Tuesday, June 10, 2008

Update 6 (Final Update): A Great Success in "Quake Lake" Draining! Congratulations to Chinese Engineers! (唐家山堰塞湖排水获巨大成功! 热烈祝贺中国工程师们!)

A deep channel has cut through the landslide dam by the "natural" current. See photo to the left for the initially cut through channel around 9:00 a.m., June 10, Beijing time, with lake water surface elevation of about 742 m and discharge rate of about 1,200 cubic meters per second. Channel inlet bottom elevation was cut down from 740 m to about 720 m (about 20 meters lower) and channel was cut wider from about 10 m to about 150 m. The lake water level was brought down from its highest at 742.96 m (8:00 p.m., June 9, Beijing time) to the present reading of 719.48 m (8:00 p.m., June 10, Beijing time). As a result, over 100 million cubic meters of the lake water was drained out of the lake. The population at risk of future downstream flooding has been reduced from 1.3 million (upon catastrophic collapse of the landslide dam) to 50,000.

Although the peak discharge rate was very high at 6,420 cubic meters per second during the course of channel cutting and lake water draining (and was rapidly increased to this peak value from 500 cub. m/s within three and half hours, from 7.56 a.m. to 11:30 a.m. on June 10), the downstream area flooded by this release of water was far less than the planned 1/3 dam collapse inundation zone. Note over 200,000 people were already evacuated about 10 days ago, in preparation for the possible 1/3 dam collapse scenario. Therefore, I would define this initial draining of the "quake lake" water as a great success! The engineers' original drainage scheme including the sluice channel design worked.

Congratulations to the Chinese engineers for their great success!

P.S.: I am also glad that my projection of the unnecessary second, deeper drainage channel to "force" an additional outflow was correct (see my Update 5 posted on June 8). Construction of the second channel was stopped at 6:00 p.m., June 9 as the lake outflow through the first already-constructed channel increased to 81 cubic meters per second (cms) and was approaching the lake inflow rate of 115 cms.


→ **Task directions**: In the data below, which lines hold "Hasan"? Copy every one.

........

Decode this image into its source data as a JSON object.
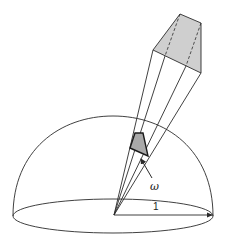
{
  "diagram": {
    "title": "",
    "labels": {
      "solid_angle": "ω",
      "radius": "1"
    },
    "colors": {
      "line": "#2b2b2b",
      "far_patch_fill": "#cfcfcf",
      "near_patch_fill": "#a9a9a9",
      "background": "#ffffff"
    },
    "geometry": {
      "origin": [
        114,
        215
      ],
      "hemisphere": {
        "cx": 113,
        "cy": 216,
        "rx": 100,
        "ry": 17,
        "top_y": 116
      },
      "far_patch": [
        [
          180,
          14
        ],
        [
          201,
          23
        ],
        [
          201,
          73
        ],
        [
          153,
          50
        ]
      ],
      "near_patch": [
        [
          135,
          133
        ],
        [
          143,
          133
        ],
        [
          148,
          156
        ],
        [
          130,
          148
        ]
      ],
      "radius_arrow_end": [
        213,
        215
      ]
    }
  }
}
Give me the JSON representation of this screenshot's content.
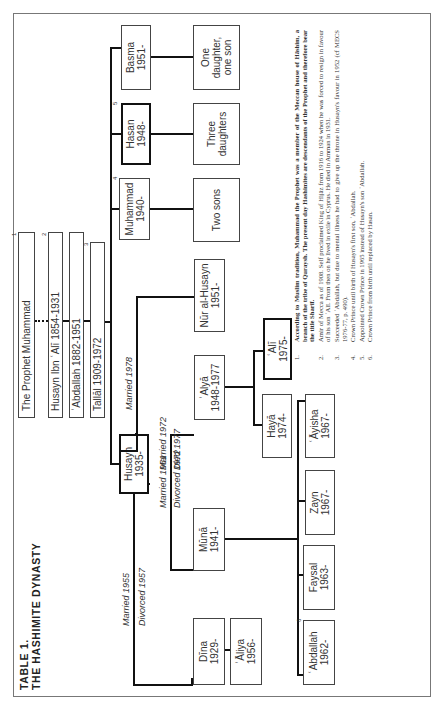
{
  "title": {
    "line1": "TABLE 1.",
    "line2": "THE HASHIMITE DYNASTY"
  },
  "ancestors": [
    {
      "label": "The Prophet Muhammad",
      "note": "1"
    },
    {
      "label": "Husayn Ibn ʿAlī 1854-1931",
      "note": "2"
    },
    {
      "label": "ʿAbdallah 1882-1951",
      "note": ""
    },
    {
      "label": "Tallāl 1909-1972",
      "note": "3"
    }
  ],
  "king": {
    "name": "Husayn",
    "years": "1935-"
  },
  "siblings": [
    {
      "name": "Muhammad",
      "years": "1940-",
      "note": "4",
      "children": "Two sons"
    },
    {
      "name": "Hasan",
      "years": "1948-",
      "note": "5",
      "children": "Three daughters"
    },
    {
      "name": "Basma",
      "years": "1951-",
      "note": "",
      "children": "One daughter, one son"
    }
  ],
  "marriages": [
    {
      "spouse": {
        "name": "Dīna",
        "years": "1929-"
      },
      "label1": "Married 1955",
      "label2": "Divorced 1957",
      "children": [
        {
          "name": "ʿĀliya",
          "years": "1956-"
        }
      ]
    },
    {
      "spouse": {
        "name": "Mūnā",
        "years": "1941-"
      },
      "label1": "Married 1961",
      "label2": "Divorced 1972",
      "children": [
        {
          "name": "ʿAbdallah",
          "years": "1962-",
          "note": "6"
        },
        {
          "name": "Faysal",
          "years": "1963-"
        },
        {
          "name": "Zayn",
          "years": "1967-"
        },
        {
          "name": "ʿĀyisha",
          "years": "1967-"
        }
      ]
    },
    {
      "spouse": {
        "name": "ʿAlyā",
        "years": "1948-1977"
      },
      "label1": "Married 1972",
      "label2": "Died 1977",
      "children": [
        {
          "name": "Hayā",
          "years": "1974-"
        },
        {
          "name": "ʿAlī",
          "years": "1975-"
        }
      ]
    },
    {
      "spouse": {
        "name": "Nūr al-Husayn",
        "years": "1951-"
      },
      "label1": "Married 1978",
      "label2": "",
      "children": []
    }
  ],
  "footnotes": [
    {
      "num": "1.",
      "text": "According to Muslim tradition, Muhammad the Prophet was a member of the Meccan house of Hāshim, a branch of the tribe of Quraysh. The present day Hashimites are descendants of the Prophet and therefore bear the title Sharīf.",
      "bold": true
    },
    {
      "num": "2.",
      "text": "Amir of Mecca as of 1908. Self proclaimed King of Hijāz from 1916 to 1924 when he was forced to resign in favour of his son ʿAlī. From then on he lived in exile in Cyprus. He died in Amman in 1931.",
      "bold": false
    },
    {
      "num": "3.",
      "text": "Succeeded ʿAbdallah, but due to mental illness he had to give up the throne in Husayn's favour in 1952 (cf MECS 1976-77, p. 490).",
      "bold": false
    },
    {
      "num": "4.",
      "text": "Crown Prince until birth of Husayn's first son, ʿAbdallah.",
      "bold": false
    },
    {
      "num": "5.",
      "text": "Appointed Crown Prince in 1965 instead of Husayn's son ʿAbdallah.",
      "bold": false
    },
    {
      "num": "6.",
      "text": "Crown Prince from birth until replaced by Hasan.",
      "bold": false
    }
  ]
}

........

→ **Solution to this task**:
      "name": "Hasan",
      "text": "Crown Prince from birth until replaced by Hasan.",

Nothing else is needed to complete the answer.